Chang-Jin Lee is a Korean-American visual artist who lives in New York City.[1]
Lee was born in Seoul, South Korea,[2] and lives in New York City.[3]
Lee attended Parsons School of Design[4] and earned her BFA from the State University of New York at Purchase.
In 2011, Lee received a fellowship from the Franconia Sculpture Park, for which she created Dear Leader, an inflatable monument of Kim Jung Il. Lee's sculptural art Floating Echo, a transparent inflatable Buddha atop a lotus flower, debuted at the Busan Sea Art Festival in Korea in 2011. The 10-foot-high work was presented at the Socrates Sculpture Park in Queens in 2012, where it floated in the East River,[5] [6] and at the Three River Arts Festival at Point State Park in Pittsburgh the following year.
Lee began researching comfort women in 2007.[7] She traveled to seven Asian countries and interviewed survivors of sexual slavery during World War II as well as a former Imperial Japanese Army soldier. She created a film documentary of the subjects recalling their experiences during the war and their aspirations. Her exhibition Comfort Women Wanted opened at South Korea's Incheon Women Artists' Biennale in 2009.[8] The exhibition's title echoes newspaper advertisements soliciting comfort women during World War II. The exhibition recreates a comfort station. It was later exhibited in Bonn, Boston, Hong Kong, Pittsburgh, and Taipei.[9] [10] Public art billboards from the exhibition were selected for the New York City Department of Transportation's Urban Art Program in 2013.[11]
Lee has received numerous awards, including a New York State Council on the Arts grant, Asian Cultural Council fellowship, an Asian Women Giving Circle award, a New York Foundation for the Arts Fiscal Sponsorship award, a Puffin Foundation grant, a Busan Sea Art Festival Award, and a Lower Manhattan Cultural Council's Manhattan Community Arts Fund.[12]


■ What to produce
Return every record below exactly as written, omitting any pictures.

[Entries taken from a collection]
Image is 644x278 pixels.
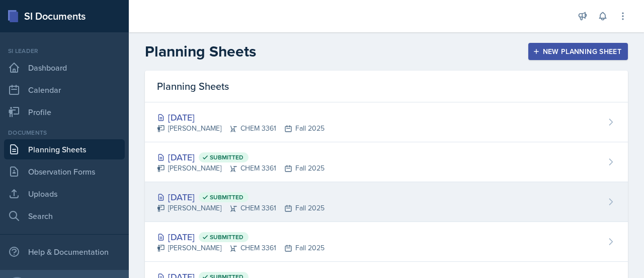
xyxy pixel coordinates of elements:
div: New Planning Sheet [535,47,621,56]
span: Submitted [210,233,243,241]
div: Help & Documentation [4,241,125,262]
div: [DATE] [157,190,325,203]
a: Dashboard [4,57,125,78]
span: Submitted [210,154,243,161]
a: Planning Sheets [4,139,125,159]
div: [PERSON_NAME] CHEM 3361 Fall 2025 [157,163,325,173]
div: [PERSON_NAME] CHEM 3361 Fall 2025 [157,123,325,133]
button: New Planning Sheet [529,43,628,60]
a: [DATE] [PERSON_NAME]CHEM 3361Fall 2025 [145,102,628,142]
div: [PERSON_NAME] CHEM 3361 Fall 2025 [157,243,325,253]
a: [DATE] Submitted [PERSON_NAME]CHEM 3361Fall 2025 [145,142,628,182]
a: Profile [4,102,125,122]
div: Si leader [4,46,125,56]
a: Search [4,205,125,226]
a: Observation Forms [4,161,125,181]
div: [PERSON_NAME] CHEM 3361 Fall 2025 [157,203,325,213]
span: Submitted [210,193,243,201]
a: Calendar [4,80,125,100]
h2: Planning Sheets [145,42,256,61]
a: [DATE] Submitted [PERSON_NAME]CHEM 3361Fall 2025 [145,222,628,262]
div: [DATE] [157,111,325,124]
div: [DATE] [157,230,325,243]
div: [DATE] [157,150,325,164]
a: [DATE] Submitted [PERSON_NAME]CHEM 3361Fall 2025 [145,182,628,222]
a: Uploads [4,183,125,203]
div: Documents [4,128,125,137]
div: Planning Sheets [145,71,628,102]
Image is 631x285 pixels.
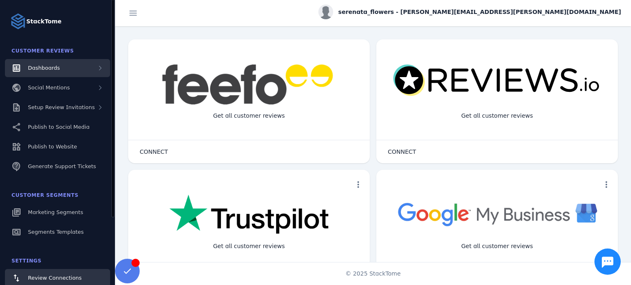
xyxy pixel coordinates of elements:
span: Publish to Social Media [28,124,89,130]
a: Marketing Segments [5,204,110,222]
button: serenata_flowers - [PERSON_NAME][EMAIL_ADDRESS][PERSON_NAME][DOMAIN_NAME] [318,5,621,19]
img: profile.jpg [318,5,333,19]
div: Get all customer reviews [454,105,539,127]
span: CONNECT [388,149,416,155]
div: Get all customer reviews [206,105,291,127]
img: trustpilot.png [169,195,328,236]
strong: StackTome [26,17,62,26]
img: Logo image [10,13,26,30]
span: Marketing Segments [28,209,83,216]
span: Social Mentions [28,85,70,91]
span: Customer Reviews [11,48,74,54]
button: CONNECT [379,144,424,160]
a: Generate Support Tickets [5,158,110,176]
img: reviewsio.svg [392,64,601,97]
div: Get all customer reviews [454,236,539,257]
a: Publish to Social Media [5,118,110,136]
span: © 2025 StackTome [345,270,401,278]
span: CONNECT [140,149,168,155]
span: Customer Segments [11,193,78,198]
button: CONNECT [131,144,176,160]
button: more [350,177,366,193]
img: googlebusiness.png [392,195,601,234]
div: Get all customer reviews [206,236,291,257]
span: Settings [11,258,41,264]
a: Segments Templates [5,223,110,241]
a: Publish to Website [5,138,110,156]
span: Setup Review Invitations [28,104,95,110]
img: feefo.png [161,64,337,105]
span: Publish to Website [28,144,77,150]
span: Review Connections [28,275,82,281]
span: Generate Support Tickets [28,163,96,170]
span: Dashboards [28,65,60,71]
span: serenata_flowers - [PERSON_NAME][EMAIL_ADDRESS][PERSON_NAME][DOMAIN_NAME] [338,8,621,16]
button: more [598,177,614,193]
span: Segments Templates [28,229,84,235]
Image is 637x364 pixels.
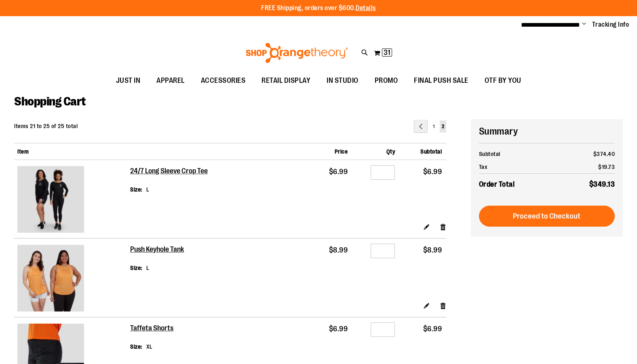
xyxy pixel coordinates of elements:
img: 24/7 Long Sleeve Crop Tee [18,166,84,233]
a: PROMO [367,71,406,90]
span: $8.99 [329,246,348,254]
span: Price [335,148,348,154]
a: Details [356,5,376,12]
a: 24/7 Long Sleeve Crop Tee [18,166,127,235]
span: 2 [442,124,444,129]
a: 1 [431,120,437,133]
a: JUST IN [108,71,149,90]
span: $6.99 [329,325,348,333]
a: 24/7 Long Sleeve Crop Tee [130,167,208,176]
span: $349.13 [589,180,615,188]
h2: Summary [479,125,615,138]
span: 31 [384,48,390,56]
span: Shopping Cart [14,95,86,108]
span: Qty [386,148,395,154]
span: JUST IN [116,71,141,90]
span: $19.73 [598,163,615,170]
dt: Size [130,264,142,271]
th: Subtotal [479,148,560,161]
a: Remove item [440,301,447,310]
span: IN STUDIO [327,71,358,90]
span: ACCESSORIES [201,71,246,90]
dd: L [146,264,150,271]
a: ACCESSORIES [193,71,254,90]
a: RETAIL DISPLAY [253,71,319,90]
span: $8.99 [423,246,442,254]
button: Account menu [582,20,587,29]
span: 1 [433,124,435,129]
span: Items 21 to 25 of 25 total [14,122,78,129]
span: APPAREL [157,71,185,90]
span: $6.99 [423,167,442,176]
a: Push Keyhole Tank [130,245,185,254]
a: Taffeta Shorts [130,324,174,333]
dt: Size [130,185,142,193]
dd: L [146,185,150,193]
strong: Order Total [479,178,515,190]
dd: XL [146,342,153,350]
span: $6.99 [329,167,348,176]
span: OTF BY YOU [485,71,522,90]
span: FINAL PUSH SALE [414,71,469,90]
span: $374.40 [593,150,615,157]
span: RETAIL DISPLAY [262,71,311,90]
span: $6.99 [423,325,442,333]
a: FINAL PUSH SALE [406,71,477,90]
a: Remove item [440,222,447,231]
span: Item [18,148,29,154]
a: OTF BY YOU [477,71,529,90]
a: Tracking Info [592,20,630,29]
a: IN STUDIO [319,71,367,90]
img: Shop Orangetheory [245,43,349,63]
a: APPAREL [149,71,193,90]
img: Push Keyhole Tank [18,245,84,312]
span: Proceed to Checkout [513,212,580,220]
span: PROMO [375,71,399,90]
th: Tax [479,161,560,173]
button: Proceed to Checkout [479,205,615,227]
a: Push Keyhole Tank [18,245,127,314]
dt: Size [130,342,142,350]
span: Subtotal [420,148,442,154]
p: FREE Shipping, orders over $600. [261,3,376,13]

■ Reply
Image is 644x278 pixels.
xyxy pixel coordinates of elements:
div: New Planning Sheet [535,47,621,56]
span: Submitted [210,233,243,241]
div: Help & Documentation [4,241,125,262]
div: [DATE] [157,190,325,203]
a: Dashboard [4,57,125,78]
span: Submitted [210,154,243,161]
a: Planning Sheets [4,139,125,159]
div: [PERSON_NAME] CHEM 3361 Fall 2025 [157,163,325,173]
div: [PERSON_NAME] CHEM 3361 Fall 2025 [157,123,325,133]
button: New Planning Sheet [529,43,628,60]
a: [DATE] [PERSON_NAME]CHEM 3361Fall 2025 [145,102,628,142]
div: [PERSON_NAME] CHEM 3361 Fall 2025 [157,243,325,253]
a: [DATE] Submitted [PERSON_NAME]CHEM 3361Fall 2025 [145,142,628,182]
a: Profile [4,102,125,122]
div: Si leader [4,46,125,56]
a: Search [4,205,125,226]
a: Observation Forms [4,161,125,181]
div: [PERSON_NAME] CHEM 3361 Fall 2025 [157,203,325,213]
span: Submitted [210,193,243,201]
a: Calendar [4,80,125,100]
h2: Planning Sheets [145,42,256,61]
a: [DATE] Submitted [PERSON_NAME]CHEM 3361Fall 2025 [145,222,628,262]
div: [DATE] [157,111,325,124]
div: [DATE] [157,230,325,243]
div: [DATE] [157,150,325,164]
a: [DATE] Submitted [PERSON_NAME]CHEM 3361Fall 2025 [145,182,628,222]
a: Uploads [4,183,125,203]
div: Documents [4,128,125,137]
div: Planning Sheets [145,71,628,102]
Image is 631x285 pixels.
xyxy pixel coordinates of elements:
span: Publish to Social Media [28,124,89,130]
a: Marketing Segments [5,204,110,222]
button: serenata_flowers - [PERSON_NAME][EMAIL_ADDRESS][PERSON_NAME][DOMAIN_NAME] [318,5,621,19]
img: profile.jpg [318,5,333,19]
div: Get all customer reviews [454,105,539,127]
span: CONNECT [388,149,416,155]
div: Get all customer reviews [206,105,291,127]
img: trustpilot.png [169,195,328,236]
strong: StackTome [26,17,62,26]
img: Logo image [10,13,26,30]
span: Marketing Segments [28,209,83,216]
span: Social Mentions [28,85,70,91]
span: Customer Reviews [11,48,74,54]
button: CONNECT [379,144,424,160]
a: Generate Support Tickets [5,158,110,176]
img: reviewsio.svg [392,64,601,97]
div: Get all customer reviews [454,236,539,257]
a: Publish to Social Media [5,118,110,136]
span: © 2025 StackTome [345,270,401,278]
span: CONNECT [140,149,168,155]
span: Customer Segments [11,193,78,198]
button: CONNECT [131,144,176,160]
button: more [350,177,366,193]
img: googlebusiness.png [392,195,601,234]
div: Get all customer reviews [206,236,291,257]
span: Settings [11,258,41,264]
a: Segments Templates [5,223,110,241]
a: Publish to Website [5,138,110,156]
span: Setup Review Invitations [28,104,95,110]
img: feefo.png [161,64,337,105]
span: Publish to Website [28,144,77,150]
span: Review Connections [28,275,82,281]
span: Generate Support Tickets [28,163,96,170]
span: Dashboards [28,65,60,71]
span: serenata_flowers - [PERSON_NAME][EMAIL_ADDRESS][PERSON_NAME][DOMAIN_NAME] [338,8,621,16]
button: more [598,177,614,193]
span: Segments Templates [28,229,84,235]
Image is 637x364 pixels.
xyxy pixel coordinates of elements:
img: 24/7 Long Sleeve Crop Tee [18,166,84,233]
a: PROMO [367,71,406,90]
span: $8.99 [329,246,348,254]
span: Price [335,148,348,154]
a: Details [356,5,376,12]
a: 24/7 Long Sleeve Crop Tee [18,166,127,235]
span: 2 [442,124,444,129]
a: 1 [431,120,437,133]
a: JUST IN [108,71,149,90]
span: $6.99 [329,325,348,333]
a: 24/7 Long Sleeve Crop Tee [130,167,208,176]
span: $349.13 [589,180,615,188]
h2: Summary [479,125,615,138]
span: 31 [384,48,390,56]
span: Shopping Cart [14,95,86,108]
span: Qty [386,148,395,154]
span: JUST IN [116,71,141,90]
span: $19.73 [598,163,615,170]
dt: Size [130,264,142,271]
th: Subtotal [479,148,560,161]
a: Remove item [440,301,447,310]
span: IN STUDIO [327,71,358,90]
span: ACCESSORIES [201,71,246,90]
dd: L [146,264,150,271]
a: ACCESSORIES [193,71,254,90]
a: RETAIL DISPLAY [253,71,319,90]
span: $8.99 [423,246,442,254]
button: Account menu [582,20,587,29]
span: 1 [433,124,435,129]
span: Items 21 to 25 of 25 total [14,122,78,129]
span: APPAREL [157,71,185,90]
span: $6.99 [423,167,442,176]
a: Push Keyhole Tank [130,245,185,254]
a: Taffeta Shorts [130,324,174,333]
dt: Size [130,185,142,193]
dd: L [146,185,150,193]
strong: Order Total [479,178,515,190]
dd: XL [146,342,153,350]
span: $6.99 [329,167,348,176]
span: OTF BY YOU [485,71,522,90]
span: FINAL PUSH SALE [414,71,469,90]
span: $374.40 [593,150,615,157]
span: RETAIL DISPLAY [262,71,311,90]
span: $6.99 [423,325,442,333]
a: FINAL PUSH SALE [406,71,477,90]
a: Remove item [440,222,447,231]
span: Item [18,148,29,154]
a: OTF BY YOU [477,71,529,90]
a: Tracking Info [592,20,630,29]
a: IN STUDIO [319,71,367,90]
img: Shop Orangetheory [245,43,349,63]
a: APPAREL [149,71,193,90]
img: Push Keyhole Tank [18,245,84,312]
span: Proceed to Checkout [513,212,580,220]
span: PROMO [375,71,399,90]
th: Tax [479,161,560,173]
button: Proceed to Checkout [479,205,615,227]
a: Push Keyhole Tank [18,245,127,314]
dt: Size [130,342,142,350]
span: Subtotal [420,148,442,154]
p: FREE Shipping, orders over $600. [261,3,376,13]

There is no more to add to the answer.